2 Responses to Negrini’s ‘absurd’ response over planning conflicts of interest

  1. Let’s look at the facts that are public record for a moment:

    1. A company set up by the council, staffed with council staff, has an address in the same building.

    2. Cabinet approval on 16 March 2015 to set up a development company to build homes https://secure.croydon.gov.uk/akscroydon/users/public/admin/kabatt.pl?cute=CAB&meet=34&href=/akscroydon/images/att5164.docx

    3. A quick search of Companies House shows that Colm Lacey is the Director and the company’s previous name was LBC SHELFCO LIMITED.

    4. LIsa Taylor is another Director who also happens to be Director of Finance for Croydon Council.

    No direct control? No conflict of interest? I don’t think so.
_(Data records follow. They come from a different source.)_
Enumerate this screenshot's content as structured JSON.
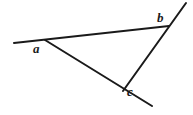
{
  "figure": {
    "width": 193,
    "height": 115,
    "background_color": "#ffffff",
    "stroke_color": "#1a1a1a",
    "stroke_width": 2
  },
  "labels": {
    "a": "a",
    "b": "b",
    "c": "c"
  },
  "chart_data": {
    "type": "diagram",
    "vertices": [
      {
        "name": "a",
        "x": 45,
        "y": 40,
        "label": "a",
        "label_x": 33,
        "label_y": 42
      },
      {
        "name": "b",
        "x": 169,
        "y": 26,
        "label": "b",
        "label_x": 157,
        "label_y": 11
      },
      {
        "name": "c",
        "x": 123,
        "y": 91,
        "label": "c",
        "label_x": 127,
        "label_y": 85
      }
    ],
    "segments": [
      {
        "name": "ray-through-a-and-b",
        "from": [
          14,
          43
        ],
        "to": [
          169,
          26
        ]
      },
      {
        "name": "ray-through-b-and-c",
        "from": [
          186,
          3
        ],
        "to": [
          123,
          91
        ]
      },
      {
        "name": "ray-through-a-and-c",
        "from": [
          45,
          40
        ],
        "to": [
          152,
          106
        ]
      }
    ],
    "xlim": [
      0,
      193
    ],
    "ylim": [
      0,
      115
    ],
    "grid": false,
    "legend": "none"
  }
}
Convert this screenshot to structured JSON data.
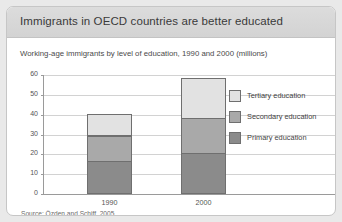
{
  "card": {
    "title": "Immigrants in OECD countries are better educated",
    "subtitle": "Working-age immigrants by level of education, 1990 and 2000 (millions)",
    "source": "Source: Özden and Schiff, 2005"
  },
  "legend": {
    "items": [
      {
        "label": "Tertiary education",
        "color": "#e2e2e2"
      },
      {
        "label": "Secondary education",
        "color": "#a9a9a9"
      },
      {
        "label": "Primary education",
        "color": "#8b8b8b"
      }
    ]
  },
  "axis": {
    "yticks": [
      "0",
      "10",
      "20",
      "30",
      "40",
      "50",
      "60"
    ]
  },
  "chart_data": {
    "type": "bar",
    "stacked": true,
    "title": "Immigrants in OECD countries are better educated",
    "subtitle": "Working-age immigrants by level of education, 1990 and 2000 (millions)",
    "xlabel": "",
    "ylabel": "",
    "ylim": [
      0,
      60
    ],
    "ytick_step": 10,
    "grid": true,
    "legend_position": "right",
    "categories": [
      "1990",
      "2000"
    ],
    "series": [
      {
        "name": "Primary education",
        "values": [
          16,
          20
        ],
        "color": "#8b8b8b"
      },
      {
        "name": "Secondary education",
        "values": [
          13,
          18
        ],
        "color": "#a9a9a9"
      },
      {
        "name": "Tertiary education",
        "values": [
          11,
          20
        ],
        "color": "#e2e2e2"
      }
    ],
    "totals": [
      40,
      58
    ],
    "units": "millions",
    "source": "Source: Özden and Schiff, 2005"
  }
}
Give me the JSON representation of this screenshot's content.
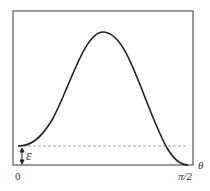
{
  "figure": {
    "type": "curve-diagram",
    "axis": {
      "x_label": "θ",
      "x_ticks": [
        "0",
        "π/2"
      ]
    },
    "annotation": {
      "symbol": "ε",
      "meaning": "offset between curve minimum at 0 and baseline at π/2"
    },
    "colors": {
      "frame": "#333333",
      "curve": "#222222",
      "dashed": "#888888"
    }
  }
}
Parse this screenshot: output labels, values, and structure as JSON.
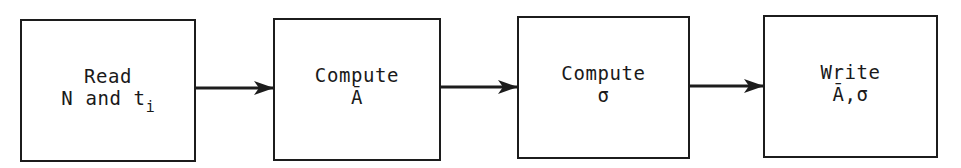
{
  "diagram": {
    "type": "flowchart",
    "direction": "left-to-right",
    "nodes": [
      {
        "id": "read",
        "line1": "Read",
        "line2_main": "N and t",
        "line2_sub": "i",
        "box": {
          "x": 20,
          "y": 19,
          "w": 176,
          "h": 143
        }
      },
      {
        "id": "compute-mean",
        "line1": "Compute",
        "line2": "Ā",
        "box": {
          "x": 273,
          "y": 18,
          "w": 168,
          "h": 143
        }
      },
      {
        "id": "compute-sigma",
        "line1": "Compute",
        "line2": "σ",
        "box": {
          "x": 517,
          "y": 16,
          "w": 173,
          "h": 143
        }
      },
      {
        "id": "write",
        "line1": "Write",
        "line2": "Ā,σ",
        "box": {
          "x": 763,
          "y": 15,
          "w": 175,
          "h": 143
        }
      }
    ],
    "edges": [
      {
        "from": "read",
        "to": "compute-mean"
      },
      {
        "from": "compute-mean",
        "to": "compute-sigma"
      },
      {
        "from": "compute-sigma",
        "to": "write"
      }
    ],
    "colors": {
      "stroke": "#1c1c1c",
      "background": "#ffffff"
    }
  }
}
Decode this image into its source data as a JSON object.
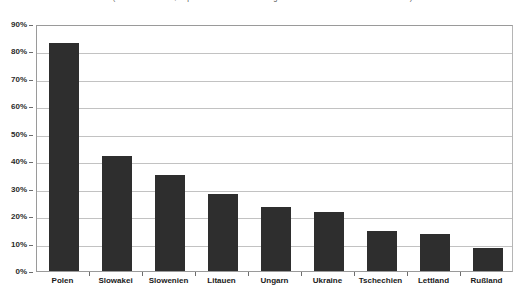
{
  "chart_data": {
    "type": "bar",
    "title": "",
    "subtitle": "(Stand: März 1999, Exportanteile in Prozent der gesamten Ausfuhren in die Beitrittsländer)",
    "xlabel": "",
    "ylabel": "",
    "categories": [
      "Polen",
      "Slowakei",
      "Slowenien",
      "Litauen",
      "Ungarn",
      "Ukraine",
      "Tschechien",
      "Lettland",
      "Rußland"
    ],
    "values": [
      83,
      42,
      35,
      28,
      23.5,
      21.5,
      14.5,
      13.5,
      8.5
    ],
    "ylim": [
      0,
      90
    ],
    "ytick_values": [
      0,
      10,
      20,
      30,
      40,
      50,
      60,
      70,
      80,
      90
    ],
    "ytick_labels": [
      "0%",
      "10%",
      "20%",
      "30%",
      "40%",
      "50%",
      "60%",
      "70%",
      "80%",
      "90%"
    ],
    "grid": true,
    "legend": false,
    "bar_color": "#2e2e2e",
    "gridline_color": "#c2c2c2",
    "axis_color": "#6d6d6d",
    "background": "#ffffff"
  }
}
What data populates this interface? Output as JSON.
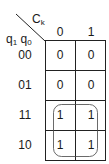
{
  "kmap": {
    "column_variable": "C",
    "column_variable_sub": "k",
    "row_variables": [
      {
        "name": "q",
        "sub": "1"
      },
      {
        "name": "q",
        "sub": "0"
      }
    ],
    "column_headers": [
      "0",
      "1"
    ],
    "row_headers": [
      "00",
      "01",
      "11",
      "10"
    ],
    "cells": [
      [
        "0",
        "0"
      ],
      [
        "0",
        "0"
      ],
      [
        "1",
        "1"
      ],
      [
        "1",
        "1"
      ]
    ],
    "groups": [
      {
        "rows": [
          "11",
          "10"
        ],
        "columns": [
          "0",
          "1"
        ]
      }
    ]
  }
}
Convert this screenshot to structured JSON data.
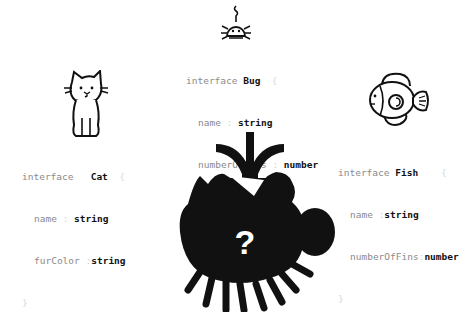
{
  "interfaces": {
    "bug": {
      "keyword": "interface",
      "name": "Bug",
      "open": "{",
      "close": "}",
      "props": [
        {
          "name": "name",
          "type": "string"
        },
        {
          "name": "numberOfLegs",
          "type": "number"
        },
        {
          "name": "hasWings",
          "type": "boolean"
        }
      ],
      "icon": "bug-icon"
    },
    "cat": {
      "keyword": "interface",
      "name": "Cat",
      "open": "{",
      "close": "}",
      "props": [
        {
          "name": "name",
          "type": "string"
        },
        {
          "name": "furColor",
          "type": "string"
        }
      ],
      "icon": "cat-icon"
    },
    "fish": {
      "keyword": "interface",
      "name": "Fish",
      "open": "{",
      "close": "}",
      "props": [
        {
          "name": "name",
          "type": "string"
        },
        {
          "name": "numberOfFins",
          "type": "number"
        }
      ],
      "icon": "fish-icon"
    }
  },
  "merged": {
    "symbol": "?",
    "icon": "unknown-hybrid-creature-icon",
    "arrow": "merge-arrow-icon"
  },
  "colon": ":"
}
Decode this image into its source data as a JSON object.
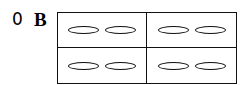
{
  "figure": {
    "index_label": "0",
    "panel_label": "B",
    "grid": {
      "rows": 2,
      "cols": 2,
      "cells": [
        {
          "ellipses": 2
        },
        {
          "ellipses": 2
        },
        {
          "ellipses": 2
        },
        {
          "ellipses": 2
        }
      ]
    }
  }
}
  2. Don’t forget that Brick by Brick acquire the land from the Council once the development site has been identified. I am sure that the Council will say that Brick by Brick will pay “Market Value” and the amount payable will be open to scrutiny. This scrutiny process has been questioned in the past & no doubt will be again in the future.

    Lacey and Negrini will also claim that some of what they build will be sold at “affordable prices”, the article below claims between £350 & £600 per sq ft. Bearing in mind that a studio flat (328 sq.ft) in Saffron Tower is marketed at £260k that equates to £790 sq.ft.

    Just by this quick look at the current market in CR0 the numbers presented by Lacey don’t look like a good deal for anyone other than the buyer. At first glance the acquistion & build cost must be heavily discounted and the Council are trying to pay back a huge loan from EIB of £102 Million.

    The knock on effect will be other developers won’t want to build in Croydon if a large number of cheap properties come in to the market. It might also push other hardworking mortgage payers in to negative equity trapping them in unsellable homes, unable to re-mortgage etc.

    The speculators though, with deep pockets who can afford to go to the South of France & schmooze the power brokers, will be clapping their hands & salivating.

    The unscrupulous among them would be patting the leaders & chums on the back, giving awards & saying how innovative this scheme is.

    I think more detail regarding the funding and protection of public monies needs to be made clearer.